Thursday, 31 January 2013

Revisiting noise reduction

I've already covered noise reduction earlier in the course but I have also covered it recently on my Photoshop course.  

The best way to avoid noise in your images is not to shoot at a high ISO.  However recently I have been shooting indoors a lot in places where flash and tripods are not allowed so I have had to crank up the ISO.  I have noticed that on my D700 I can increase the ISO without getting as much noise as I have with the D90.  

To reduce the amount of noise I have in some of these images I use the Noise reduction sliders in Lightroom.   These are found under the Deatil menu. 



If you want to reduce the colour noise you can drag the Colour slider to the right to reduce it.  
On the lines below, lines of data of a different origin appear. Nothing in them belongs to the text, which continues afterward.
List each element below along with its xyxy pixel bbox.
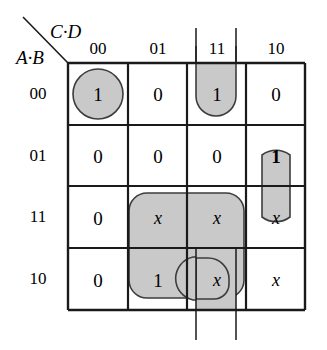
cell-r11-c11: x xyxy=(187,209,247,227)
column-axis-label: C·D xyxy=(50,22,81,41)
column-header-0: 00 xyxy=(68,40,128,57)
cell-r10-c00: 0 xyxy=(68,271,128,290)
cell-r00-c10: 0 xyxy=(246,85,306,104)
karnaugh-map-figure: C·D A·B 00 01 11 10 00 01 11 10 1 0 1 0 … xyxy=(0,0,327,350)
row-header-1: 01 xyxy=(8,147,68,164)
cell-r10-c01: 1 xyxy=(128,271,188,290)
row-header-0: 00 xyxy=(8,85,68,102)
cell-r00-c00: 1 xyxy=(68,85,128,104)
column-header-1: 01 xyxy=(128,40,188,57)
column-header-2: 11 xyxy=(187,40,247,57)
cell-r10-c10: x xyxy=(246,271,306,289)
cell-r00-c11: 1 xyxy=(187,85,247,104)
column-header-3: 10 xyxy=(246,40,306,57)
cell-r11-c00: 0 xyxy=(68,209,128,228)
row-header-2: 11 xyxy=(8,208,68,225)
cell-r01-c01: 0 xyxy=(128,147,188,166)
cell-r11-c01: x xyxy=(128,209,188,227)
cell-r01-c11: 0 xyxy=(187,147,247,166)
cell-r11-c10: x xyxy=(246,209,306,227)
cell-r10-c11: x xyxy=(187,271,247,289)
row-axis-label: A·B xyxy=(16,48,44,67)
cell-r00-c01: 0 xyxy=(128,85,188,104)
cell-r01-c00: 0 xyxy=(68,147,128,166)
row-header-3: 10 xyxy=(8,270,68,287)
group-shading-layer xyxy=(73,40,290,310)
cell-r01-c10: 1 xyxy=(246,147,306,166)
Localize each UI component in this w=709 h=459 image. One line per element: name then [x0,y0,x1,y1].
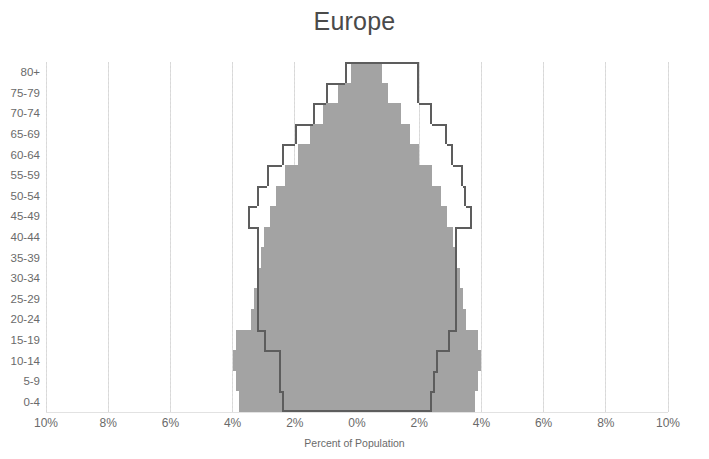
outline-edge [430,391,432,412]
y-axis-tick-label: 40-44 [0,231,40,243]
x-axis-tick-label: 10% [638,416,698,430]
y-axis-tick-label: 60-64 [0,149,40,161]
y-axis-tick-label: 5-9 [0,375,40,387]
y-axis-tick-label: 0-4 [0,396,40,408]
y-axis-tick-label: 80+ [0,66,40,78]
y-axis: 80+75-7970-7465-6960-6455-5950-5445-4940… [0,62,42,412]
outline-row [46,371,668,392]
plot-area [46,62,668,412]
outline-step [453,165,462,167]
y-axis-tick-label: 25-29 [0,293,40,305]
outline-step [432,124,448,126]
y-axis-tick-label: 10-14 [0,355,40,367]
outline-edge [448,330,450,351]
x-axis-tick-label: 4% [203,416,263,430]
outline-edge [455,227,457,248]
outline-row [46,227,668,248]
population-pyramid-chart: Europe 80+75-7970-7465-6960-6455-5950-54… [0,0,709,459]
x-axis-tick-label: 8% [576,416,636,430]
outline-row [46,103,668,124]
x-axis-title: Percent of Population [0,437,709,449]
outline-row [46,206,668,227]
outline-step [432,391,435,393]
outline-edge [436,350,438,371]
axis-baseline [46,412,668,413]
outline-edge [451,144,453,165]
outline-edge [455,309,457,330]
chart-title: Europe [0,6,709,36]
x-axis-tick-label: 4% [451,416,511,430]
outline-step [466,206,472,208]
outline-edge [455,247,457,268]
outline-row [46,144,668,165]
outline-step [450,330,456,332]
outline-row [46,165,668,186]
outline-edge [470,206,472,227]
outline-edge [433,371,435,392]
outline-edge [461,165,463,186]
outline-row [46,124,668,145]
outline-row [46,186,668,207]
outline-row [46,350,668,371]
outline-row [46,330,668,351]
outline-row [46,288,668,309]
outline-edge [417,83,419,104]
x-axis-tick-label: 10% [16,416,76,430]
outline-edge [464,186,466,207]
x-axis: 10%8%6%4%2%0%2%4%6%8%10% [0,416,709,434]
outline-row [46,62,668,83]
outline-step [357,62,419,64]
outline-step [438,350,450,352]
y-axis-tick-label: 50-54 [0,190,40,202]
outline-edge [455,268,457,289]
y-axis-tick-label: 35-39 [0,252,40,264]
outline-edge [417,62,419,83]
y-axis-tick-label: 20-24 [0,313,40,325]
y-axis-tick-label: 45-49 [0,210,40,222]
x-axis-tick-label: 6% [140,416,200,430]
x-axis-tick-label: 2% [389,416,449,430]
x-axis-tick-label: 2% [265,416,325,430]
y-axis-tick-label: 65-69 [0,128,40,140]
outline-step [457,227,473,229]
outline-step [447,144,453,146]
outline-row [46,247,668,268]
outline-step [419,103,431,105]
x-axis-tick-label: 0% [327,416,387,430]
outline-edge [455,288,457,309]
outline-row [46,83,668,104]
outline-edge [430,103,432,124]
outline-edge [445,124,447,145]
x-axis-tick-label: 8% [78,416,138,430]
y-axis-tick-label: 70-74 [0,107,40,119]
outline-row [46,309,668,330]
y-axis-tick-label: 75-79 [0,87,40,99]
outline-row [46,391,668,412]
y-axis-tick-label: 55-59 [0,169,40,181]
x-axis-tick-label: 6% [514,416,574,430]
outline-step [435,371,438,373]
outline-step [463,186,466,188]
y-axis-tick-label: 30-34 [0,272,40,284]
outline-row [46,268,668,289]
y-axis-tick-label: 15-19 [0,334,40,346]
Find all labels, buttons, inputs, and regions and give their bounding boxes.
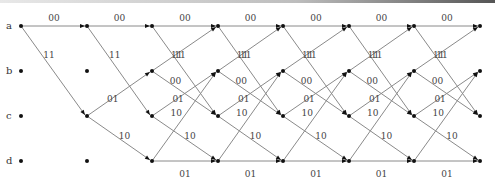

The Detail slider controls how the edges of your image are affected by the noise reduction.  If you drag it too far over you will run the risk of introducing colour speckles so it is best to keep this to a minimum.  

To reduce grain drag the Luminance slider till the noise is greatly reduced.  The Detail slider if dragged too far to the right can make your image more noisy.  It is difficult to have cleanness and detail in a noisy image.  You have to make the decision which to sacrifice.  

I have used this image as an example.  This was shot at ISO 1600.  


If we look a little more closely at the noise we can see that it is a bit grainy.  


Luminance slider increased to 55
We can see that the noise has been reduced significantly.  


Noise can be reduced in RAW images in ACR.  We have the same sliders to work with and they produce the same effects at Lightroom.  


Noise can also be reduced in Photoshop using the Channels Panel.  This type of noise reduction concentrates on reducing noise in colour channels as there is often significantly more noise in a single colour channel than others.  

When you look at the colour channels it is possible to loo at each colour individually.  The blue channel tends to have the most noise.  

Using the Filter menu, select Noise and then Noise Reduction.  In the Advanced option you can reduce thte noise by colour channel.  

I think that the methods that I find work best for me is to use Lightroom or ACR to reduce noise.  I think the Photoshop method would be good for a noisy JPEG but I rarely tend to shoot JPEG only so I don't have this problem.  

I think introducing noise reduce at the processing RAW image stage works best for my workflow.